Luckily, one of the founders was interning at a company, and after pitching the idea, was able to not only get an adviser to help guide them, but also space in the office for them to meet and work out of.

They had a space, but they were business guys and still needed an engineer to build the platform. They approached a local developer, Mark Musone, and pitched him the idea. As a result, they were able to have him do the development, but in exchange, they would help work on his house. This meant putting up drywall, putting in windows and a stairway. They now had an employee… and employer.

First Customer

In order to get their first customer, they decided to provide the service for free. They approached the Buffalo Bisons and asked to have a link placed on their site for email signups.

From there, they were able to get more customers and more advertisers. Three years after that, they had over 200 customers!

Seeking Investors

When finding people to invest, you should think about what people are interested in and focus on that.

People believe in markets and people.

The Secret: PHD

The big secret to starting a company. George revealed his ideology behind being successful at starting a company, the acronym PHD.

P - Passion

He sees passion as having believe in yourself and your dream.
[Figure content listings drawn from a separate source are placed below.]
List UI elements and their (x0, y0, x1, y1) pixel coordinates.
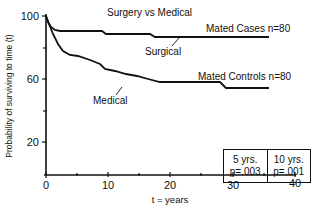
x-axis-label: t = years (152, 194, 189, 205)
x-tick-0: 0 (43, 179, 49, 191)
mated-cases-label: Mated Cases n=80 (206, 23, 291, 34)
y-tick-60: 60 (27, 73, 39, 85)
p-value-table: 5 yrs. p=.003 10 yrs. p=.001 (223, 149, 311, 183)
chart-title: Surgery vs Medical (107, 7, 192, 18)
p-value: p=.003 (230, 166, 261, 178)
p-cell-10yrs: 10 yrs. p=.001 (267, 150, 311, 182)
mated-controls-label: Mated Controls n=80 (198, 71, 292, 82)
surgical-label: Surgical (145, 46, 181, 57)
p-cell-5yrs: 5 yrs. p=.003 (224, 150, 267, 182)
x-tick-10: 10 (102, 179, 114, 191)
y-tick-100: 100 (21, 10, 39, 22)
medical-label: Medical (93, 95, 127, 106)
p-value: p=.001 (273, 166, 304, 178)
period-label: 10 yrs. (274, 154, 304, 166)
x-tick-20: 20 (164, 179, 176, 191)
surgical-leader (172, 38, 179, 46)
period-label: 5 yrs. (233, 154, 257, 166)
medical-leader (116, 87, 122, 95)
y-axis-label: Probability of surviving to time (t) (4, 34, 14, 157)
y-tick-20: 20 (27, 136, 39, 148)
As time passes, this makes things fun.

H - Hours

Devote more time than others. Put in that extra effort and immerse yourself in your field. Devoting time becomes more and more natural.

D - Discipline

Be able to focused to your goals. Out of the three, this becomes harder over time and needs more attention.

Takeaway

From this talk, I learned how important it is to find advisers to fill in those knowledge gaps.

During Q&A, he answered the question of how to address self-doubt or second guessing. He said that you are going to be 50% wrong, but also 50% right and just know that and be ok with that. This made me think that beyond that, you should know the next step to take if you are going to be wrong, that way you have confidence no matter if you are right or wrong.